New evidence found as search for remains of missing Everman boy Noel intensifies
The search for the remains of missing 6-year-old Everman boy Noel Rodriguez-Alvarez intensified Wednesday with new evidence found at his former family home.
Noel was last seen in 2022 and is presumed dead. Although the child’s body had not been found, his mother, Cindy Rodriguez-Singh, was indicted in 2023 on a capital murder charge.
At the request of the Tarrant County Criminal District Attorney’s Office, officials with the FBI and local law enforcement agencies began digging up the home’s backyard on Monday.
On Wednesday night, the district attorney’s office confirmed that the search has turned up new evidence. “Clearly there was evidence found, but exactly what it is remains to be seen,” the DA’s office said in a statement.
About 11:30 a.m. on Wednesday, crews began to focus their search on an area near where a concrete patio was ripped up in the previous search for Noel, according to aerial video footage from a KDFW-TV helicopter. Crews shifted folding canopies to cover the area as more law enforcement resources, including crime-scene investigators, began to arrive at the house in the 3700 block of Wisteria Drive.
About 4:30 p.m. Wednesday, a white van backed down the driveway. A KXAS-TV reporter saw several investigators carrying a tarp and loading it into the back of that van, when then drove to the Tarrant County Medical Examiner’s Office.
Everman Police Chief Al Brooks said that Wednesday “appears to be the last search day.” He did not comment on what investigators have found but said that a statement may be released Wednesday night or Thursday morning. He said investigators will continue to keep the property secure. Crime-scene tape was used to block off the home on Wednesday.
In 2023, cadaver dogs alerted to topsoil near where the patio had been built in the home’s backyard, but as authorities dug deeper, the dog stopped picking up the scent, law enforcement sources said. Noel and his family lived mostly in a converted shed behind the home. A piece of an outdoor rug recovered in 2023 was also sent to an FBI lab for analysis.
Noel, who had physical and intellectual disabilities, was last seen in October 2022. Rodriguez-Singh was arrested in New Delhi, India, in August 2025 after being listed on the FBI’s Most Wanted list. With her husband and six of her other children, she flew from Dallas-Fort Worth to India when police began searching for Noel in 2023.
Speaking to reporters Tuesday, Brooks, the Everman police chief, described the search as a next step in the course of the investigation.
“It is that critical, that important, that we maintain the integrity of this whole circumstance for the benefit and for the justice we are seeking for Noel,” Brooks said.
Officials with the FBI’s Dallas field office said Tuesday that its agents were conducting the search at the request of the Tarrant County Criminal District Attorney’s Office.
The home’s new resident, Amber Duffins, told KDFW that she had no idea the home was connected to an active federal investigation when she moved in over a year ago. Authorities gave Duffins, who has a young child, advance notice of the planned digging so that she and her family could stay in a hotel.
“Part of me doesn’t want a baby to be back there, and part of me does just so he can have the closure and everybody else who’s been following this case since it first happened,” Duffins said. “But I just hope that the baby gets the closure.”
The shed where Noel and his family lived is now unoccupied and just serves as a shed, Duffins said.
Asked about his thoughts on the case, neighbor Weldon Gaither told WFAA-TV, “Why run? If you didn’t want the child, would you not just give the child up for adoption? ... Give it to someone, there are women out here who want a child, who can’t have children. So why don’t you just give it to one of them?”
Last month, Rodriguez-Singh was found incompetent to stand trial in the death of her son.
Rodriguez-Singh was ordered to be admitted to a maximum security unit at a state hospital in an effort to restore her competency to stand trial in the future, officials have said.
Defendants’ needs vary, and any diagnosis made by the psychologist who examined Rodriguez-Singh on March 26 has not been made public because the resulting psychiatric evaluation report was filed under seal. The psychologist determined either that Rodriguez-Singh does not have sufficient ability to consult with her attorney with a reasonable degree of rational understanding or that she does not have a rational and factual understanding of the proceedings.
Competency restoration attempts usually involve medication management and counseling, according to two criminal defense attorneys familiar with competency matters.
Everman police have described Rodriguez-Singh as an abusive parent who deprived Noel of food and water because she did not like changing his diaper. At least once she struck him with a set of keys because he drank water, police said. Rodriguez-Singh called Noel evil and a demon, police have said.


Instructions for the task -> Extract the records below word for word and ignore the images.

Extracts from a graphics dataset ->
* * * * * * *
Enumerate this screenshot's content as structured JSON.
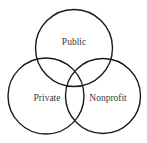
{
  "diagram": {
    "type": "venn",
    "circles": [
      {
        "label": "Public",
        "cx": 74,
        "cy": 48,
        "r": 38.5
      },
      {
        "label": "Private",
        "cx": 46,
        "cy": 96,
        "r": 38
      },
      {
        "label": "Nonprofit",
        "cx": 103,
        "cy": 96,
        "r": 37.5
      }
    ],
    "stroke_color": "#1a1a1a",
    "label_color": "#3a3a3a"
  }
}
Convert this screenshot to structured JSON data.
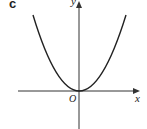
{
  "figure": {
    "part_label": "c",
    "x_axis_label": "x",
    "y_axis_label": "y",
    "origin_label": "O",
    "curve": "parabola opening upward with vertex at origin",
    "colors": {
      "curve": "#222222",
      "axes": "#333333"
    }
  }
}
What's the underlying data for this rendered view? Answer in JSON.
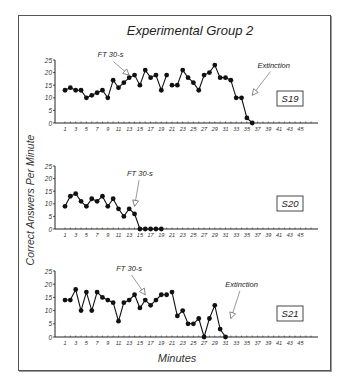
{
  "chart_data": {
    "type": "line",
    "title": "Experimental Group 2",
    "xlabel": "Minutes",
    "ylabel": "Correct Answers Per Minute",
    "ylim": [
      0,
      25
    ],
    "yticks": [
      0,
      5,
      10,
      15,
      20,
      25
    ],
    "xticks": [
      1,
      3,
      5,
      7,
      9,
      11,
      13,
      15,
      17,
      19,
      21,
      23,
      25,
      27,
      29,
      31,
      33,
      35,
      37,
      39,
      41,
      43,
      45
    ],
    "xlim": [
      0,
      47
    ],
    "grid": false,
    "panels": [
      {
        "id": "S19",
        "label": "S19",
        "segments": [
          {
            "x": [
              1,
              2,
              3,
              4,
              5,
              6,
              7,
              8,
              9,
              10,
              11,
              12,
              13,
              14,
              15,
              16,
              17,
              18,
              19,
              20
            ],
            "y": [
              13,
              14,
              13,
              13,
              10,
              11,
              12,
              13,
              10,
              17,
              14,
              16,
              18,
              19,
              15,
              21,
              18,
              19,
              13,
              19
            ]
          },
          {
            "x": [
              21,
              22,
              23,
              24,
              25,
              26,
              27,
              28,
              29,
              30,
              31,
              32,
              33,
              34,
              35,
              36
            ],
            "y": [
              15,
              15,
              21,
              18,
              16,
              13,
              19,
              20,
              23,
              18,
              18,
              17,
              10,
              10,
              2,
              0
            ]
          }
        ],
        "annotations": [
          {
            "text": "FT 30-s",
            "x": 13,
            "y": 19,
            "tx": 9.5,
            "ty": 26
          },
          {
            "text": "Extinction",
            "x": 36,
            "y": 11,
            "tx": 40,
            "ty": 22
          }
        ]
      },
      {
        "id": "S20",
        "label": "S20",
        "segments": [
          {
            "x": [
              1,
              2,
              3,
              4,
              5,
              6,
              7,
              8,
              9,
              10,
              11,
              12,
              13,
              14,
              15,
              16,
              17,
              18,
              19
            ],
            "y": [
              9,
              13,
              14,
              11,
              9,
              12,
              11,
              13,
              9,
              12,
              8,
              5,
              8,
              6,
              0,
              0,
              0,
              0,
              0
            ]
          }
        ],
        "annotations": [
          {
            "text": "FT 30-s",
            "x": 14,
            "y": 9,
            "tx": 15,
            "ty": 21
          }
        ]
      },
      {
        "id": "S21",
        "label": "S21",
        "segments": [
          {
            "x": [
              1,
              2,
              3,
              4,
              5,
              6,
              7,
              8,
              9,
              10,
              11,
              12,
              13,
              14,
              15,
              16,
              17,
              18,
              19,
              20
            ],
            "y": [
              14,
              14,
              18,
              10,
              17,
              10,
              17,
              15,
              14,
              13,
              6,
              13,
              14,
              16,
              11,
              14,
              12,
              14,
              16,
              16
            ]
          },
          {
            "x": [
              21,
              22,
              23,
              24,
              25,
              26,
              27,
              28,
              29,
              30,
              31
            ],
            "y": [
              17,
              8,
              10,
              5,
              5,
              7,
              0,
              7,
              12,
              3,
              0
            ]
          }
        ],
        "annotations": [
          {
            "text": "FT 30-s",
            "x": 16,
            "y": 16,
            "tx": 13,
            "ty": 25
          },
          {
            "text": "Extinction",
            "x": 32,
            "y": 7,
            "tx": 34,
            "ty": 19
          }
        ]
      }
    ]
  }
}
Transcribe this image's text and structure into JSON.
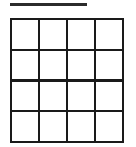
{
  "figure": {
    "title_rule": {
      "name": "top-horizontal-rule",
      "label": "",
      "color": "#2b2b2b",
      "thickness_px": 2.5,
      "x_start_px": 10,
      "x_end_px": 87,
      "y_px": 3
    },
    "background_color": "#ffffff",
    "grid": {
      "name": "four-by-four-grid",
      "rows": 4,
      "columns": 4,
      "cell_count": 16,
      "line_color": "#1a1a1a",
      "line_thickness_px": 2.4,
      "cell_fill_color": "#ffffff",
      "bounds_px": {
        "left": 10,
        "top": 18,
        "right": 124,
        "bottom": 143
      },
      "cells": [
        {
          "row": 1,
          "col": 1,
          "label": ""
        },
        {
          "row": 1,
          "col": 2,
          "label": ""
        },
        {
          "row": 1,
          "col": 3,
          "label": ""
        },
        {
          "row": 1,
          "col": 4,
          "label": ""
        },
        {
          "row": 2,
          "col": 1,
          "label": ""
        },
        {
          "row": 2,
          "col": 2,
          "label": ""
        },
        {
          "row": 2,
          "col": 3,
          "label": ""
        },
        {
          "row": 2,
          "col": 4,
          "label": ""
        },
        {
          "row": 3,
          "col": 1,
          "label": ""
        },
        {
          "row": 3,
          "col": 2,
          "label": ""
        },
        {
          "row": 3,
          "col": 3,
          "label": ""
        },
        {
          "row": 3,
          "col": 4,
          "label": ""
        },
        {
          "row": 4,
          "col": 1,
          "label": ""
        },
        {
          "row": 4,
          "col": 2,
          "label": ""
        },
        {
          "row": 4,
          "col": 3,
          "label": ""
        },
        {
          "row": 4,
          "col": 4,
          "label": ""
        }
      ]
    }
  }
}
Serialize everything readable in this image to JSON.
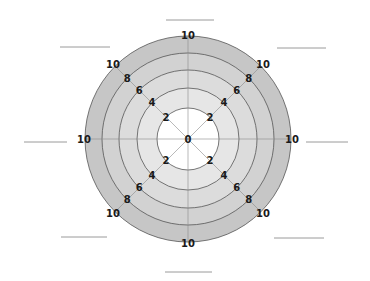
{
  "chart_data": {
    "type": "radar",
    "title": "",
    "axes_count": 8,
    "axis_labels": [
      "",
      "",
      "",
      "",
      "",
      "",
      "",
      ""
    ],
    "axis_label_style": "blank-underline-placeholders",
    "scale_ticks": [
      "0",
      "2",
      "4",
      "6",
      "8",
      "10"
    ],
    "range": [
      0,
      10
    ],
    "series": [],
    "center_label": "0",
    "ring_fill_colors": {
      "r2": "#ffffff",
      "r4": "#e6e6e6",
      "r6": "#dcdcdc",
      "r8": "#d2d2d2",
      "r10": "#c6c6c6"
    },
    "ring_stroke_color": "#555555",
    "axis_line_color": "#8a8a8a"
  },
  "layout": {
    "cx": 188,
    "cy": 139,
    "radii": {
      "2": 31,
      "4": 51,
      "6": 69,
      "8": 86,
      "10": 103
    }
  }
}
* * * * * * *
Answer ->
Enumerate this screenshot's content as structured JSON.
{
  "diagram": {
    "type": "venn",
    "circles": [
      {
        "label": "Public",
        "cx": 74,
        "cy": 48,
        "r": 38.5
      },
      {
        "label": "Private",
        "cx": 46,
        "cy": 96,
        "r": 38
      },
      {
        "label": "Nonprofit",
        "cx": 103,
        "cy": 96,
        "r": 37.5
      }
    ],
    "stroke_color": "#1a1a1a",
    "label_color": "#3a3a3a"
  }
}
Convert this screenshot to structured JSON data.
{
  "figure": {
    "part_label": "c",
    "x_axis_label": "x",
    "y_axis_label": "y",
    "origin_label": "O",
    "curve": "parabola opening upward with vertex at origin",
    "colors": {
      "curve": "#222222",
      "axes": "#333333"
    }
  }
}
What's the underlying data for this rendered view? Answer in JSON.
{
  "chart_data": {
    "type": "line",
    "title": "Experimental Group 2",
    "xlabel": "Minutes",
    "ylabel": "Correct Answers Per Minute",
    "ylim": [
      0,
      25
    ],
    "yticks": [
      0,
      5,
      10,
      15,
      20,
      25
    ],
    "xticks": [
      1,
      3,
      5,
      7,
      9,
      11,
      13,
      15,
      17,
      19,
      21,
      23,
      25,
      27,
      29,
      31,
      33,
      35,
      37,
      39,
      41,
      43,
      45
    ],
    "xlim": [
      0,
      47
    ],
    "grid": false,
    "panels": [
      {
        "id": "S19",
        "label": "S19",
        "segments": [
          {
            "x": [
              1,
              2,
              3,
              4,
              5,
              6,
              7,
              8,
              9,
              10,
              11,
              12,
              13,
              14,
              15,
              16,
              17,
              18,
              19,
              20
            ],
            "y": [
              13,
              14,
              13,
              13,
              10,
              11,
              12,
              13,
              10,
              17,
              14,
              16,
              18,
              19,
              15,
              21,
              18,
              19,
              13,
              19
            ]
          },
          {
            "x": [
              21,
              22,
              23,
              24,
              25,
              26,
              27,
              28,
              29,
              30,
              31,
              32,
              33,
              34,
              35,
              36
            ],
            "y": [
              15,
              15,
              21,
              18,
              16,
              13,
              19,
              20,
              23,
              18,
              18,
              17,
              10,
              10,
              2,
              0
            ]
          }
        ],
        "annotations": [
          {
            "text": "FT 30-s",
            "x": 13,
            "y": 19,
            "tx": 9.5,
            "ty": 26
          },
          {
            "text": "Extinction",
            "x": 36,
            "y": 11,
            "tx": 40,
            "ty": 22
          }
        ]
      },
      {
        "id": "S20",
        "label": "S20",
        "segments": [
          {
            "x": [
              1,
              2,
              3,
              4,
              5,
              6,
              7,
              8,
              9,
              10,
              11,
              12,
              13,
              14,
              15,
              16,
              17,
              18,
              19
            ],
            "y": [
              9,
              13,
              14,
              11,
              9,
              12,
              11,
              13,
              9,
              12,
              8,
              5,
              8,
              6,
              0,
              0,
              0,
              0,
              0
            ]
          }
        ],
        "annotations": [
          {
            "text": "FT 30-s",
            "x": 14,
            "y": 9,
            "tx": 15,
            "ty": 21
          }
        ]
      },
      {
        "id": "S21",
        "label": "S21",
        "segments": [
          {
            "x": [
              1,
              2,
              3,
              4,
              5,
              6,
              7,
              8,
              9,
              10,
              11,
              12,
              13,
              14,
              15,
              16,
              17,
              18,
              19,
              20
            ],
            "y": [
              14,
              14,
              18,
              10,
              17,
              10,
              17,
              15,
              14,
              13,
              6,
              13,
              14,
              16,
              11,
              14,
              12,
              14,
              16,
              16
            ]
          },
          {
            "x": [
              21,
              22,
              23,
              24,
              25,
              26,
              27,
              28,
              29,
              30,
              31
            ],
            "y": [
              17,
              8,
              10,
              5,
              5,
              7,
              0,
              7,
              12,
              3,
              0
            ]
          }
        ],
        "annotations": [
          {
            "text": "FT 30-s",
            "x": 16,
            "y": 16,
            "tx": 13,
            "ty": 25
          },
          {
            "text": "Extinction",
            "x": 32,
            "y": 7,
            "tx": 34,
            "ty": 19
          }
        ]
      }
    ]
  }
}
Transcribe this image's text and structure into JSON.
{
  "figure": {
    "title_rule": {
      "name": "top-horizontal-rule",
      "label": "",
      "color": "#2b2b2b",
      "thickness_px": 2.5,
      "x_start_px": 10,
      "x_end_px": 87,
      "y_px": 3
    },
    "background_color": "#ffffff",
    "grid": {
      "name": "four-by-four-grid",
      "rows": 4,
      "columns": 4,
      "cell_count": 16,
      "line_color": "#1a1a1a",
      "line_thickness_px": 2.4,
      "cell_fill_color": "#ffffff",
      "bounds_px": {
        "left": 10,
        "top": 18,
        "right": 124,
        "bottom": 143
      },
      "cells": [
        {
          "row": 1,
          "col": 1,
          "label": ""
        },
        {
          "row": 1,
          "col": 2,
          "label": ""
        },
        {
          "row": 1,
          "col": 3,
          "label": ""
        },
        {
          "row": 1,
          "col": 4,
          "label": ""
        },
        {
          "row": 2,
          "col": 1,
          "label": ""
        },
        {
          "row": 2,
          "col": 2,
          "label": ""
        },
        {
          "row": 2,
          "col": 3,
          "label": ""
        },
        {
          "row": 2,
          "col": 4,
          "label": ""
        },
        {
          "row": 3,
          "col": 1,
          "label": ""
        },
        {
          "row": 3,
          "col": 2,
          "label": ""
        },
        {
          "row": 3,
          "col": 3,
          "label": ""
        },
        {
          "row": 3,
          "col": 4,
          "label": ""
        },
        {
          "row": 4,
          "col": 1,
          "label": ""
        },
        {
          "row": 4,
          "col": 2,
          "label": ""
        },
        {
          "row": 4,
          "col": 3,
          "label": ""
        },
        {
          "row": 4,
          "col": 4,
          "label": ""
        }
      ]
    }
  }
}
Serialize everything readable in this image to JSON.
{
  "chart_data": {
    "type": "radar",
    "title": "",
    "axes_count": 8,
    "axis_labels": [
      "",
      "",
      "",
      "",
      "",
      "",
      "",
      ""
    ],
    "axis_label_style": "blank-underline-placeholders",
    "scale_ticks": [
      "0",
      "2",
      "4",
      "6",
      "8",
      "10"
    ],
    "range": [
      0,
      10
    ],
    "series": [],
    "center_label": "0",
    "ring_fill_colors": {
      "r2": "#ffffff",
      "r4": "#e6e6e6",
      "r6": "#dcdcdc",
      "r8": "#d2d2d2",
      "r10": "#c6c6c6"
    },
    "ring_stroke_color": "#555555",
    "axis_line_color": "#8a8a8a"
  },
  "layout": {
    "cx": 188,
    "cy": 139,
    "radii": {
      "2": 31,
      "4": 51,
      "6": 69,
      "8": 86,
      "10": 103
    }
  }
}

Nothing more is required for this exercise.